ProWorkflow vs Linear
Side-by-side trajectory, velocity, and editorial themes.
ProWorkflow telegraphs a roadmap, not a release.
The recent feed isn't shipped features — it's a 'Fix the Chain' roadmap series posted in March–April 2026, restating a multi-year initiative to better connect the quote → project → invoice stages. Highlights: line items at the project level (so non-time materials have a home), part-invoicing improvements, recurring invoice flow, custom layouts, and gross-margin / cost visibility. The 2023-07-16 entry is the original 'From there to here' framing post being re-surfaced.
ProWorkflow is in a re-explanation phase: telling existing customers what it intends to fix structurally, rather than announcing what it just shipped. The thesis — close the data gaps between quote/project/invoice so financial insight is end-to-end — is coherent but slow. There's a notable gap between the 2023 framing post and the 2026 follow-ups, suggesting the project moved slowly or the comms went quiet for a stretch.
If 'Fix the Chain' is real, the next visible signal will be a line-items-on-projects feature actually shipping, followed by part-invoicing and recurring-invoice tooling.

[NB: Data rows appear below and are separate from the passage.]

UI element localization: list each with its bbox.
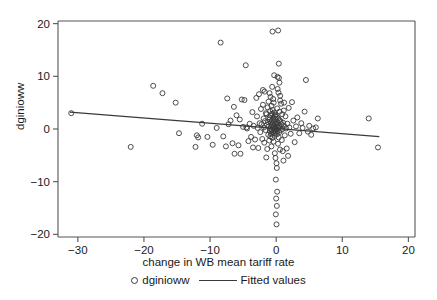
scatter-point (279, 138, 284, 143)
scatter-point (176, 131, 181, 136)
scatter-point (251, 145, 256, 150)
open-circle-marker-icon (131, 277, 138, 284)
y-tick-label: 0 (44, 123, 50, 135)
y-axis-ticks: −20−1001020 (30, 18, 58, 241)
scatter-point (243, 63, 248, 68)
scatter-point (297, 131, 302, 136)
y-tick-label: −10 (30, 176, 50, 188)
scatter-point (223, 144, 228, 149)
scatter-point (274, 161, 279, 166)
scatter-point (315, 116, 320, 121)
scatter-point (230, 141, 235, 146)
scatter-point (300, 125, 305, 130)
scatter-point (366, 116, 371, 121)
x-tick-label: −10 (200, 244, 220, 256)
scatter-point (286, 105, 291, 110)
scatter-point (218, 40, 223, 45)
x-tick-label: −20 (134, 244, 154, 256)
scatter-points-layer (69, 28, 381, 227)
legend-entry-scatter: dginioww (131, 274, 189, 286)
scatter-point (281, 158, 286, 163)
scatter-point (232, 151, 237, 156)
scatter-point (282, 133, 287, 138)
scatter-point (214, 125, 219, 130)
scatter-point (256, 92, 261, 97)
x-tick-label: 20 (402, 244, 415, 256)
scatter-point (260, 102, 265, 107)
scatter-point (225, 96, 230, 101)
scatter-point (375, 145, 380, 150)
scatter-point (160, 91, 165, 96)
scatter-point (277, 80, 282, 85)
scatter-point (295, 115, 300, 120)
fitted-regression-line (70, 112, 379, 137)
scatter-point (273, 177, 278, 182)
scatter-point (275, 189, 280, 194)
scatter-point (270, 84, 275, 89)
scatter-point (294, 124, 299, 129)
scatter-point (250, 110, 255, 115)
x-tick-label: 10 (336, 244, 349, 256)
scatter-point (282, 100, 287, 105)
scatter-point (258, 130, 263, 135)
scatter-point (69, 111, 74, 116)
scatter-point (274, 203, 279, 208)
scatter-point (279, 101, 284, 106)
scatter-point (269, 144, 274, 149)
chart-legend: dginioww Fitted values (0, 274, 437, 286)
scatter-point (221, 134, 226, 139)
x-tick-label: 0 (273, 244, 279, 256)
scatter-point (276, 61, 281, 66)
y-tick-label: 20 (37, 18, 50, 30)
scatter-point (299, 121, 304, 126)
scatter-point (309, 132, 314, 137)
scatter-plot-figure: −20−1001020 −30−20−1001020 dginioww chan… (0, 0, 437, 300)
scatter-point (256, 145, 261, 150)
legend-label-fitted: Fitted values (241, 274, 306, 286)
scatter-point (210, 142, 215, 147)
x-axis-title: change in WB mean tariff rate (0, 256, 437, 268)
scatter-point (273, 155, 278, 160)
y-tick-label: −20 (30, 228, 50, 240)
fitted-line-layer (70, 112, 379, 137)
scatter-point (253, 137, 258, 142)
scatter-point (205, 134, 210, 139)
legend-entry-fitted-line: Fitted values (199, 274, 306, 286)
scatter-point (274, 196, 279, 201)
plot-canvas: −20−1001020 −30−20−1001020 (0, 0, 437, 300)
scatter-point (284, 146, 289, 151)
scatter-point (173, 100, 178, 105)
scatter-point (274, 222, 279, 227)
scatter-point (273, 212, 278, 217)
scatter-point (303, 78, 308, 83)
scatter-point (254, 114, 259, 119)
scatter-point (302, 109, 307, 114)
scatter-point (290, 100, 295, 105)
line-marker-icon (199, 280, 237, 281)
scatter-point (274, 165, 279, 170)
scatter-point (286, 153, 291, 158)
scatter-point (231, 104, 236, 109)
scatter-point (264, 155, 269, 160)
scatter-point (288, 131, 293, 136)
scatter-point (151, 83, 156, 88)
scatter-point (193, 144, 198, 149)
x-tick-label: −30 (68, 244, 88, 256)
scatter-point (237, 117, 242, 122)
plot-frame (58, 21, 415, 237)
scatter-point (236, 143, 241, 148)
scatter-point (272, 151, 277, 156)
scatter-point (292, 140, 297, 145)
scatter-point (238, 151, 243, 156)
scatter-point (270, 29, 275, 34)
y-axis-title: dginioww (14, 0, 26, 130)
y-tick-label: 10 (37, 70, 50, 82)
legend-label-scatter: dginioww (142, 274, 189, 286)
scatter-point (128, 144, 133, 149)
scatter-point (276, 28, 281, 33)
x-axis-ticks: −30−20−1001020 (68, 237, 415, 256)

If those don't appear within the next 6 entries, the roadmap is likely outpacing engineering capacity and customers should expect more narrative than delivery.
Linear keeps pushing its Agent deeper — from Teams chat to MCP tools to the actual codebase.

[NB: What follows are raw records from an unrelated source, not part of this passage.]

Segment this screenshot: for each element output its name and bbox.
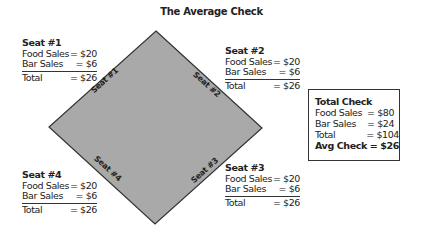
seat-2-heading: Seat #2 [225,46,300,57]
bar-sales-label: Bar Sales [22,59,76,70]
seat-1-summary: Seat #1 Food Sales= $20 Bar Sales= $6 To… [22,38,97,83]
seat-1-heading: Seat #1 [22,38,97,49]
total-value: = $26 [273,198,300,209]
avg-check-value: = $26 [370,140,399,151]
bar-sales-label: Bar Sales [225,67,279,78]
bar-sales-value: = $6 [76,59,97,70]
total-value: = $26 [70,73,97,84]
seat-4-summary: Seat #4 Food Sales= $20 Bar Sales= $6 To… [22,170,97,215]
bar-sales-label: Bar Sales [22,191,76,202]
bar-sales-value: = $6 [279,184,300,195]
seat-2-summary: Seat #2 Food Sales= $20 Bar Sales= $6 To… [225,46,300,91]
bar-sales-value: = $6 [279,67,300,78]
total-bar-sales-value: = $24 [367,118,394,129]
total-sum-value: = $104 [366,129,399,140]
total-food-sales-value: = $80 [367,107,394,118]
total-sum-label: Total [315,129,366,140]
seat-3-heading: Seat #3 [225,163,300,174]
total-check-box: Total Check Food Sales= $80 Bar Sales= $… [308,89,400,161]
total-food-sales-label: Food Sales [315,107,367,118]
avg-check-label: Avg Check [315,140,367,151]
total-bar-sales-label: Bar Sales [315,118,367,129]
total-check-heading: Total Check [315,96,399,107]
total-value: = $26 [273,81,300,92]
seat-4-heading: Seat #4 [22,170,97,181]
total-label: Total [225,198,273,209]
total-value: = $26 [70,205,97,216]
total-label: Total [225,81,273,92]
bar-sales-value: = $6 [76,191,97,202]
bar-sales-label: Bar Sales [225,184,279,195]
seat-3-summary: Seat #3 Food Sales= $20 Bar Sales= $6 To… [225,163,300,208]
total-label: Total [22,205,70,216]
total-label: Total [22,73,70,84]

Linear is rapidly converting itself from issue tracker into an agent-native engineering coordination layer. Every major shipment in the last month — Microsoft Teams entry point, MCP tool access, Releases tracking, and now Code Intelligence — extends what Linear Agent can reach. The traditional issue-tracking surface continues to receive steady fixes and quality-of-life work, but the strategic energy is concentrated on giving the Agent more context and more reach.

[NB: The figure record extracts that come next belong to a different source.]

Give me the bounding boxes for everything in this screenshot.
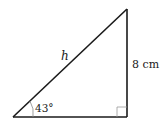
angle-label: 43°: [35, 102, 54, 114]
right-angle-marker: [117, 107, 127, 117]
side-length-label: 8 cm: [132, 58, 160, 71]
triangle-diagram: h 8 cm 43°: [0, 0, 162, 125]
hypotenuse-label: h: [61, 49, 69, 63]
angle-arc: [30, 101, 33, 117]
hypotenuse: [13, 9, 127, 117]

Linear is positioning its Agent as a workspace orchestrator rather than a chat assistant bolted onto issues. The progression is unmistakable: first messaging surfaces (Slack, Teams), then external tools via MCP, now the codebase itself. Each step removes a reason a user would need to leave Linear to answer a work question, and steadily makes the Agent useful to PMs, support, and sales — not just engineers writing tickets.
Expect Linear to keep widening the Agent's reach into adjacent technical surfaces — CI/CD signals, incident tools, design and data systems — and to introduce paid Agent-action tiers as usage proves out. The Code Intelligence beta will likely move to general availability with codebase-scoped permissions becoming a first-class enterprise feature.